Wednesday, March 25, 2009

A City on the Bay

Freetown, Sierra Leone

On Sunday, March 8, our medical team boarded a Kenya Airlines flight from Accra, Ghana to Freetown, Sierra Leone. We were met at the airport by the advance team members Jeremy Maller, Steve Iwan and Joseph Kebbie as well as HCJB Global radio partner Dr. Momadou Conteh. Conteh, on top of being a pastor at Abundant Life Faith Center, also heads up New Life Ventures radio. The team stayed at his house, most of the guys spreading out camping mats on the floor.

When you arrive at the airport in Freetown, you actually arrive across the bay from the main part of the city and must cross in a ferry (or in the expensive, scary, aging helicopter shuttle). As we left our luggage secured in the vehicles, the team climbed the steep stairs to the passenger deck to enjoy the ferry ride. As the colorful masses filed in and we got underway, the Muslim preacher with the megaphone was our first clue that we were travelling to a country where Christians are the minority.

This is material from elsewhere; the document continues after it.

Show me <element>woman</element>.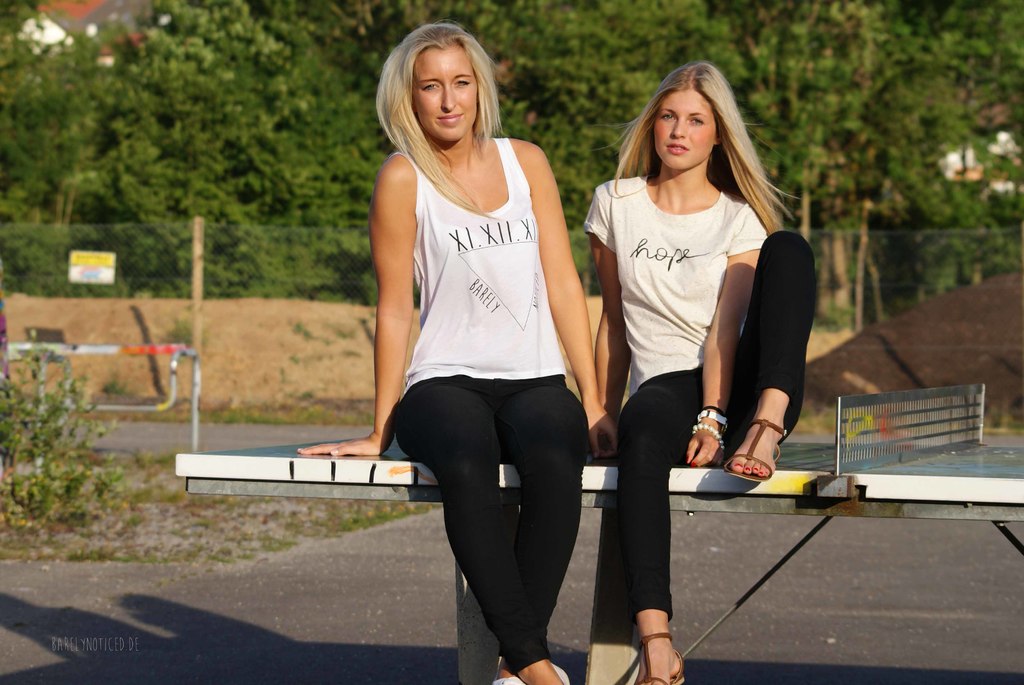
<element>woman</element> is here: crop(591, 77, 789, 618).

The more aggressive vibe and the sense that people were on edge or somewhat fearful was our first hint that many invisible wounds were still raw from the civil war that raged from 1991 to 2002. Tens of thousands of deaths occurred during that time. Nearly one third of the nation’s population (around 2 million people) was displaced during the fighting.

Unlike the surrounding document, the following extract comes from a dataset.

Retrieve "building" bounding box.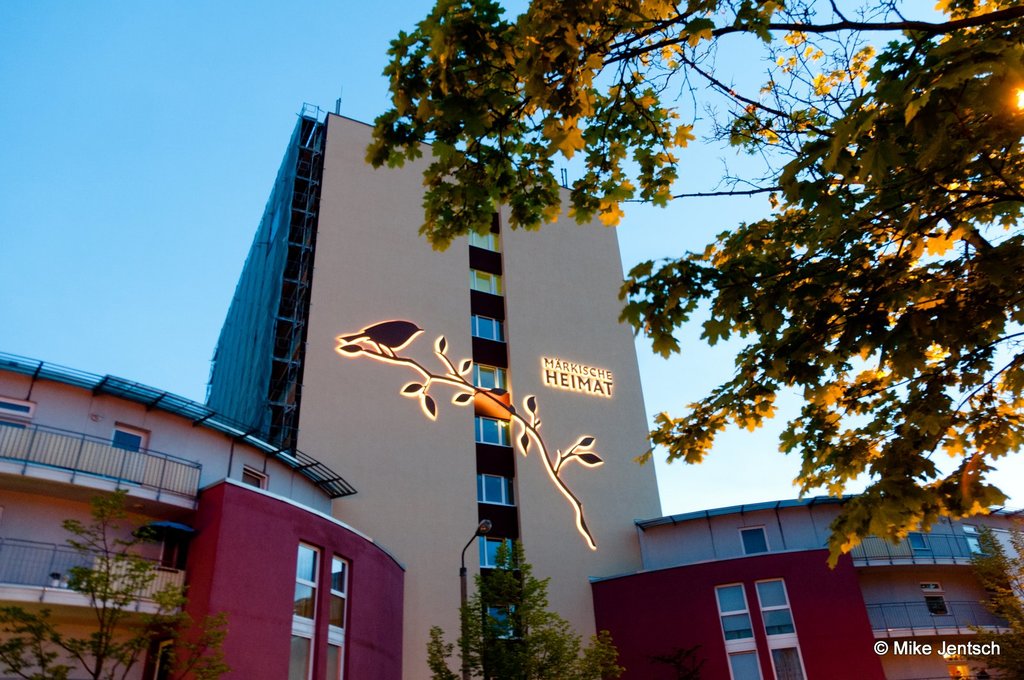
Bounding box: 0,93,1023,679.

The country is still rebuilding and much of the infrastructure remains non-functional. It is amazing to me that Freetown, an entire city of nearly 2 million people perched beautifully above the bay, has no widespread electrical power grid and no centralized water system. Hauling water appears to be a never-ending task for everyone and noisy, smelly generators rattling long into the nights seem to be the status quo for those who are lucky enough to be able to afford them. The team got intimately acquainted with this phenomenon on the very first night. “Honda’s Ode to Diesel Fumes” serenaded our dreams.